One of the student ambassadors is Marie Manipud, a fourth-year public health student. At the beginning of the fall quarter, Manipud spent most of her time promoting the many new campus rules. She sometimes had to remind students not to gather and to always wear their masks, even if they were outdoors and only with a roommate. 

Manipud and the other ambassadors wear bright yellow shirts, making them easy to spot. When other students see them, it serves as a reminder, she said. 

“I feel like as soon as they see the yellow shirts, they immediately think to make sure they are following protocols,” she said. 

Now, several months into the academic year, Manipud said students rarely need reminders. In her experience, those who are more likely to not follow the rules have been campus visitors such as families, who Manipud said sometimes give her a hard time about wearing their masks. 

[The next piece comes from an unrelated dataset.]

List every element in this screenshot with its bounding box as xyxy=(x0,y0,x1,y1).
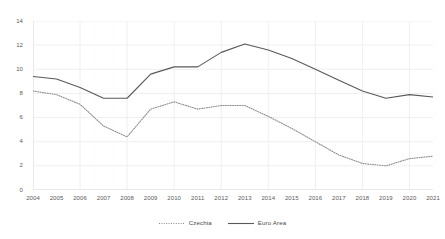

Ambassadors like Manipud also keep extra masks and hand sanitizer on-hand to offer to students or other community members who are running low on those supplies. They also are on site at Covid-19 testing locations across the campus to answer any questions students have or help them administer the tests. 

Manipud said the goal is for the interactions to be a peer-to-peer, friendly approach rather than a punitive one. She and other ambassadors even try to reinforce positive behavior by handing out $5 Starbucks gift cards to students who are following all rules. 

Scioscia said student compliance has been nearly flawless throughout the year. 

“We have the infrastructure of labs and technology. We can test wastewater. That’s all great. But if students were partying and breaking the rules, we’d have the virus spreading because there’s no way to stop it. The fundamental line of defense is behavior and the students have really been fantastic about it,” she said.